RAW DATA →
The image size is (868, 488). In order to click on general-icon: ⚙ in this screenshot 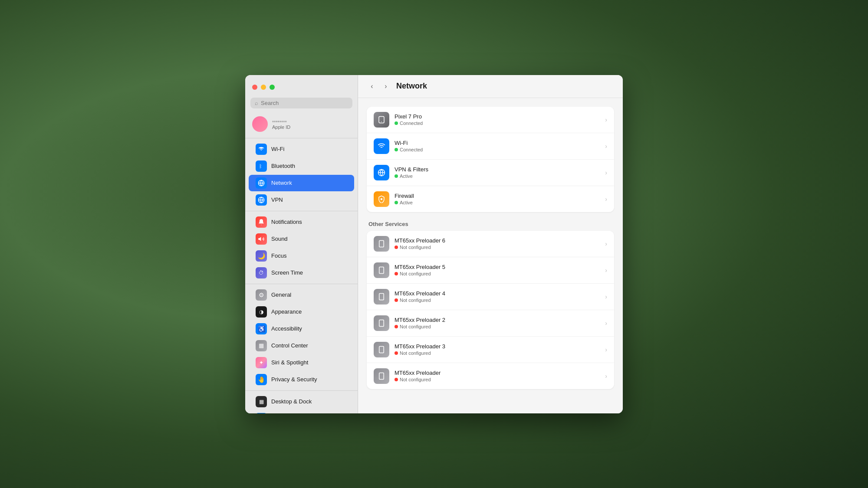, I will do `click(261, 295)`.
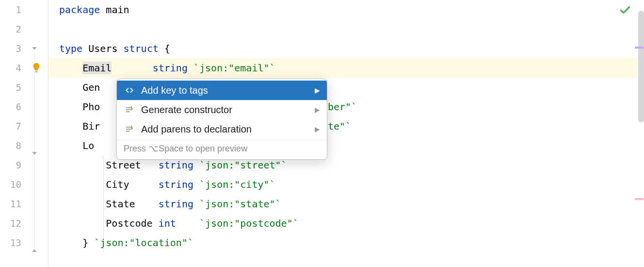 The width and height of the screenshot is (644, 267). Describe the element at coordinates (222, 90) in the screenshot. I see `menu-item-add-key-to-tags: Add key to tags ▶` at that location.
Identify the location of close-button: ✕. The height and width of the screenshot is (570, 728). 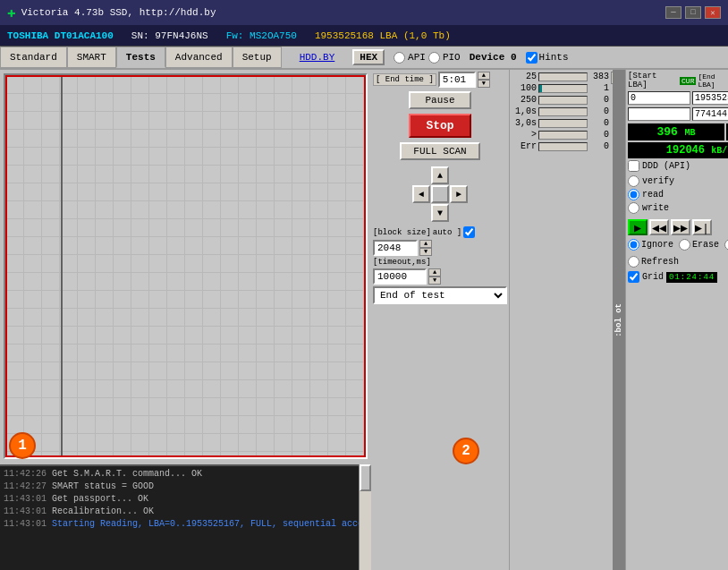
(713, 13).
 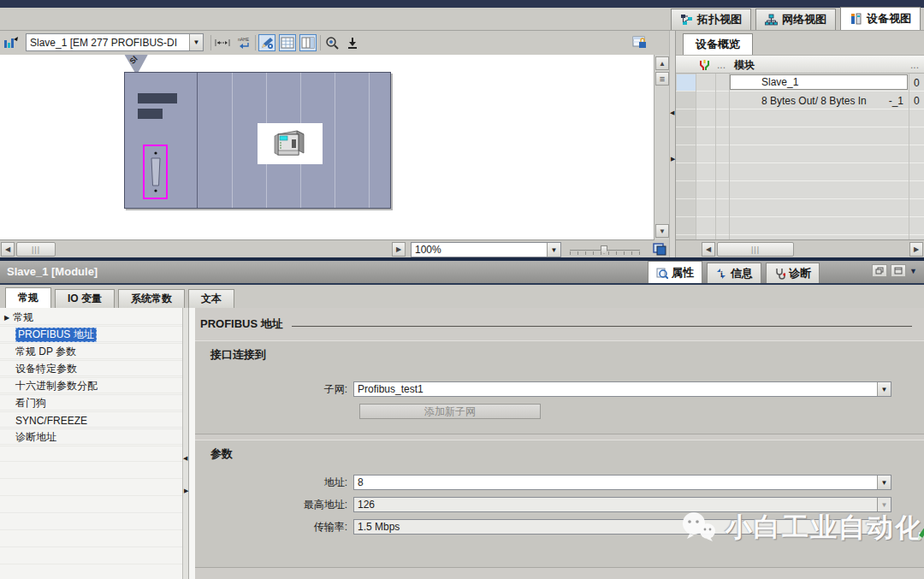 What do you see at coordinates (889, 19) in the screenshot?
I see `tab-label: 设备视图` at bounding box center [889, 19].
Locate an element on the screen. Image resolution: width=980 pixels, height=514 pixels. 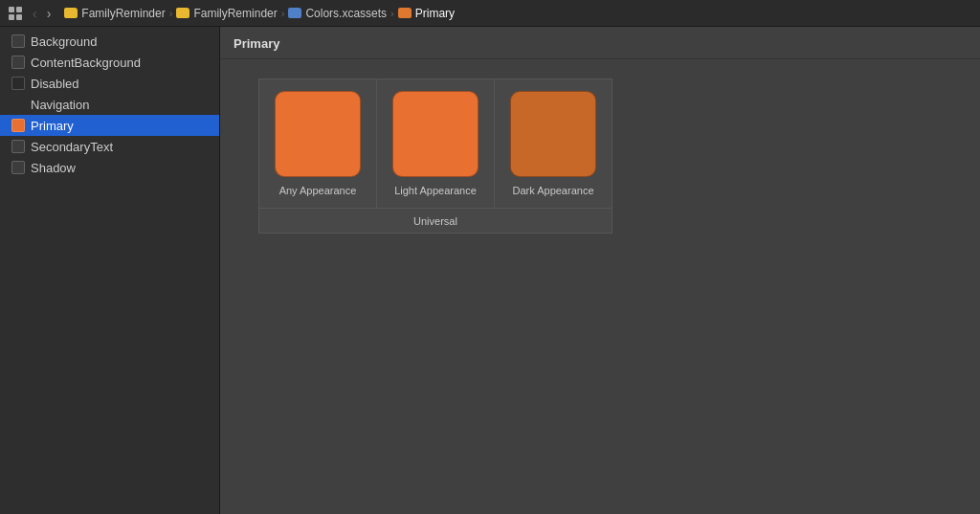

BRIEF →
Copy the final stretch of lines, starting at the one that holds "Identify the location" and ending at the last line of the data, exactly; omit pictures.

SOLUTION →
Identify the location of close-button: ✕. The height and width of the screenshot is (570, 728). 
(713, 13).
  What do you see at coordinates (889, 19) in the screenshot?
I see `tab-label: 设备视图` at bounding box center [889, 19].
Locate an element on the screen. Image resolution: width=980 pixels, height=514 pixels. 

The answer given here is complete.